Chief Justice John Marshall’s Ruling in Worcester v. Georgia
In 1832, Chief Justice of the Supreme Court John Marshall ruled in favor of Samuel Worcester in Worcester v. Georgia. In doing so, he established the principle of tribal sovereignty. Although this judgment contradicted Cherokee Nation v. Georgia, it failed to halt the Indian Removal Act. In his opinion, Marshall wrote the following:
“From the commencement of our government Congress has passed acts to regulate trade and intercourse with the Indians; which treat them as nations, respect their rights, and manifest a firm purpose to afford that protection which treaties stipulate. All these acts, and especially that of 1802, which is still in force, manifestly consider the several Indian nations as distinct political communities, having territorial boundaries, within which their authority is exclusive, and having a right to all the lands within those boundaries, which is not only acknowledged, but guaranteed by the United States. . . .
The Cherokee Nation, then, is a distinct community, occupying its own territory, with boundaries accurately described, in which the laws of Georgia can have no force, and which the citizens of Georgia have no right to enter but with the assent of the Cherokees themselves or in conformity with treaties and with the acts of Congress. The whole intercourse between the United States and this nation is, by our Constitution and laws, vested in the government of the United States.
The act of the State of Georgia under which the plaintiff in error was prosecuted is consequently void, and the judgment a nullity. . . . The Acts of Georgia are repugnant to the Constitution, laws, and treaties of the United States.”
How does this opinion differ from the outcome of Cherokee Nation v. Georgia just one year earlier? Why do you think the two outcomes were different?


_TO DO_: Transcribe the whole listing below. Pictures do not go in the copy.

Top of RECORDS SUPPLIED

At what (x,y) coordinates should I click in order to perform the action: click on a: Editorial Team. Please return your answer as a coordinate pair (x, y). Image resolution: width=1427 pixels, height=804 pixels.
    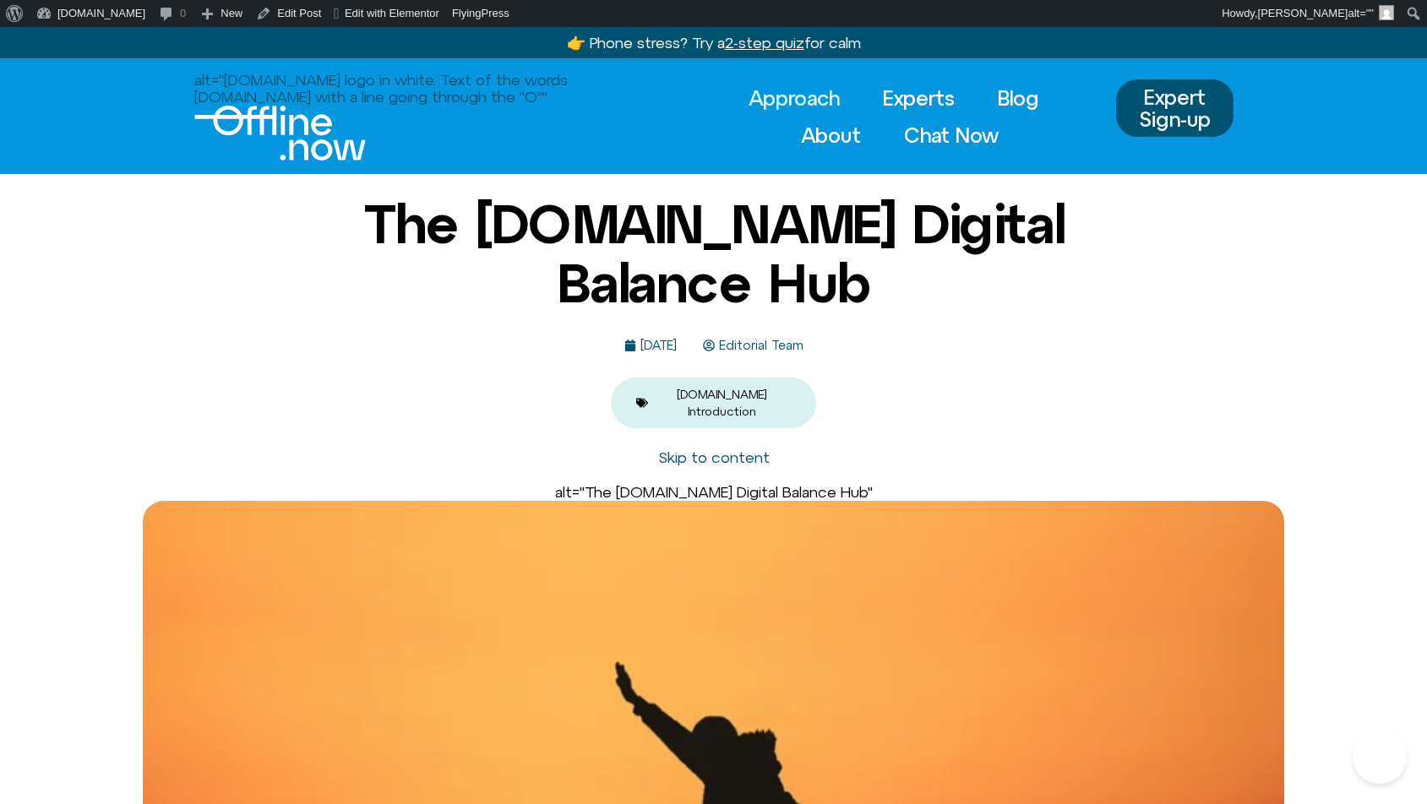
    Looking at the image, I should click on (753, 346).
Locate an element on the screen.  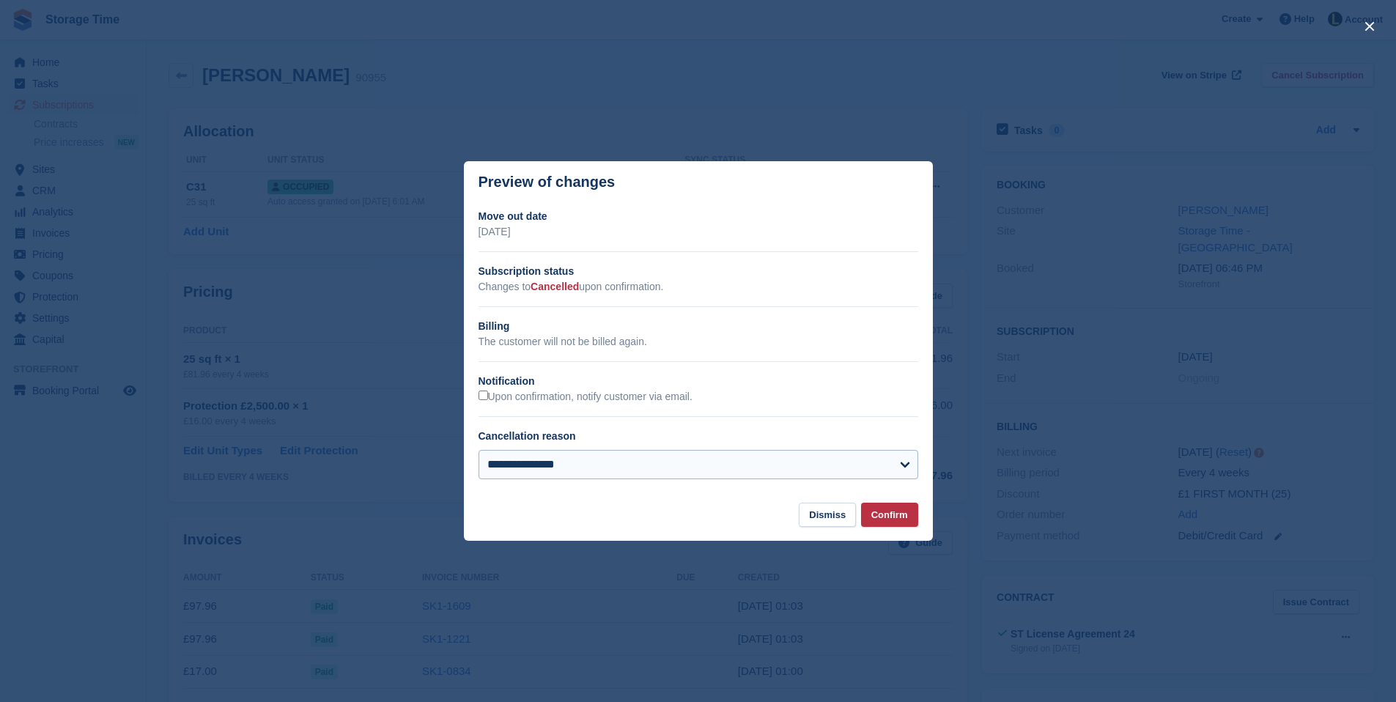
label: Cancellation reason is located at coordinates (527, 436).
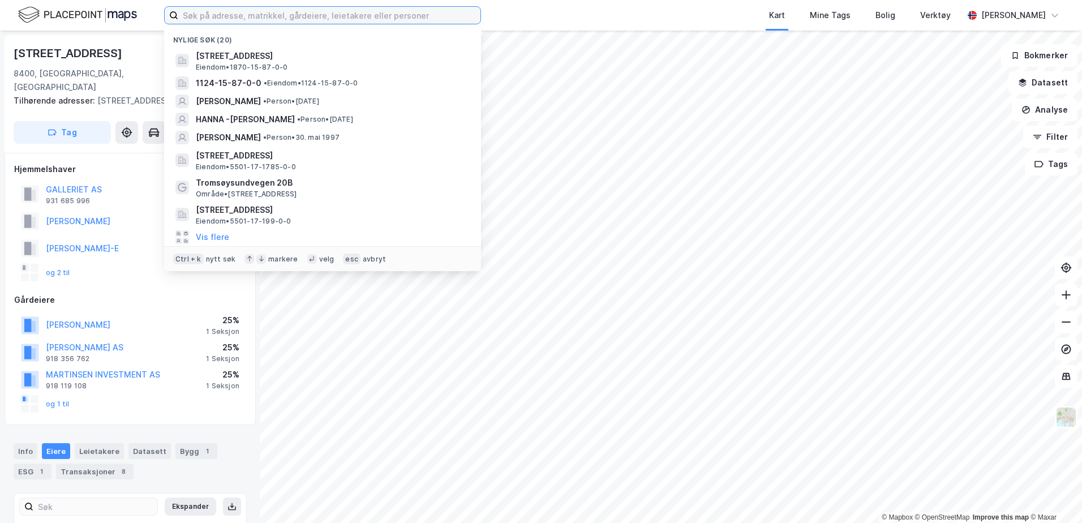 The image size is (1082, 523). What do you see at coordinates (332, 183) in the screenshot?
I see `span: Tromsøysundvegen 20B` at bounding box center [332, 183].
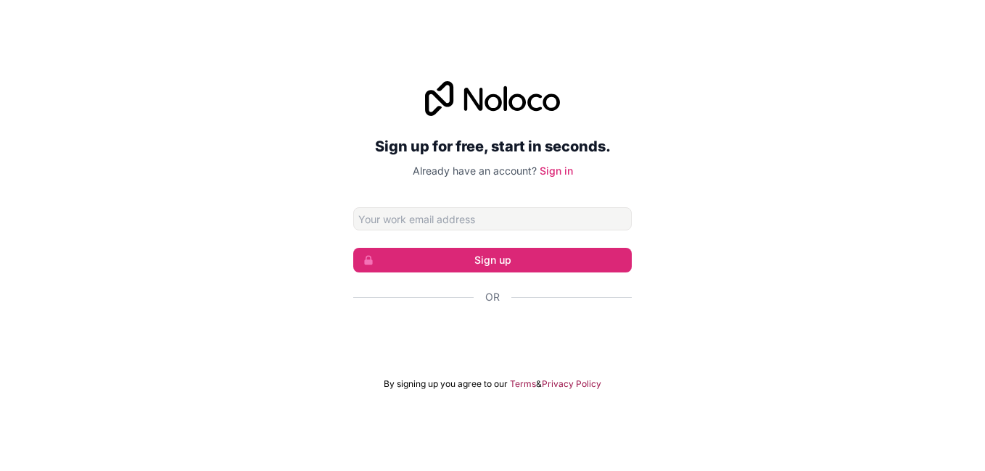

Bottom of RECORDS SUPPLIED

_ANSWER BOX_:
At what (x,y) coordinates should I click in order to perform the action: click on a: Editorial Team. Please return your answer as a coordinate pair (x, y). Image resolution: width=1427 pixels, height=804 pixels.
    Looking at the image, I should click on (753, 346).
Locate an element on the screen.  
label: Cancellation reason is located at coordinates (527, 436).
 The image size is (1082, 523). What do you see at coordinates (332, 183) in the screenshot?
I see `span: Tromsøysundvegen 20B` at bounding box center [332, 183].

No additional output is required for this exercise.